The appropriately titled “Thrift Shop” by Seattle hip-hop duo Macklemore and Ryan Lewis hit number one in its 16th week on the Billboard charts.
As it turns out, the homage to bargain-hunting — that gives shout outs to velour jumpsuits, broken keyboards and Goodwill — is just the second song by an independent artist to crown Billboard’s coveted list. The only other musician to do that?
Lisa Loeb, a then unknown and unsigned artist, who got her big break in 1994. Loeb’s song “Stay (I Missed You)” made it onto the soundtrack for “Reality Bites,” starring Winona Ryder and Ethan Hawke.
So, why all the buzz about “Thrift Shop?” As Macklemore tells it, the song is unlike anything else that’s come out in quite a while.
“It’s a concept that goes against the status quo of what people normally rap about: buying expensive things, ‘How much money can you spend on things?’...”
A writer marks the viral explosiveness of “Thrift Shop” as more of a sign-of-the-times, saying, “Artists no longer require the traditional means of music distribution in order to monetise their work, as labels are being subverted by the Internet... The song, 'Thrift Shop', has shifted more than 1 million units online since its release, proving that there are alternatives to having a major label spending big bucks to promote you.”
It comes at no surprise that some music critics have scoffed at the track, with one SPIN writer saying the song misses the point of thrift shops entirely:
“Macklemore's embrace of the thrift shop is exclusively for wacky outfits to get him attention at parties, as well as something to lord over his peers in Gucci.

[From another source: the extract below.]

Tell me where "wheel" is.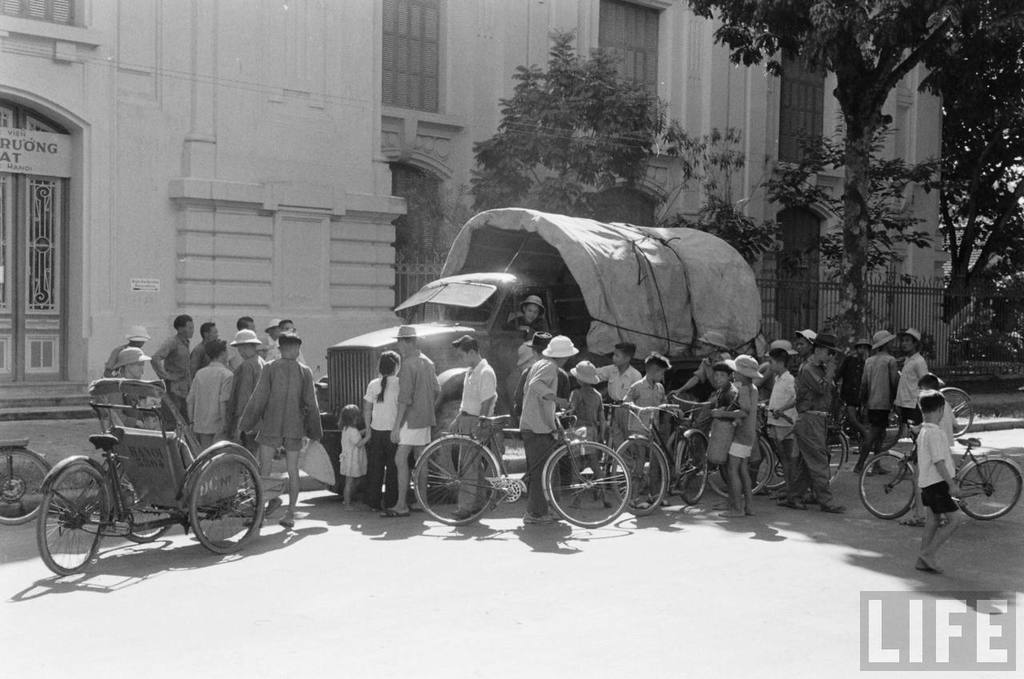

He is, in the hierarchy of people poring over cheap-ass clothes in the Goodwill, ... At the top of this hierarchy, of course, are people who don't have enough money to buy new clothes.”
But a writer for Grantland is a bit less-critical of the “rebound novelty song” post-Gangnam style, saying that the song “harks back to ’90s underground rap, when it was OK to just be a goofball for a few verses over a dollar record beat without having to get all party rock about it.”
The duo told MTV the newfound fame won’t curb their current momentum. They plan to keep releasing singles from their album and, of course, continue shopping at thrift stores.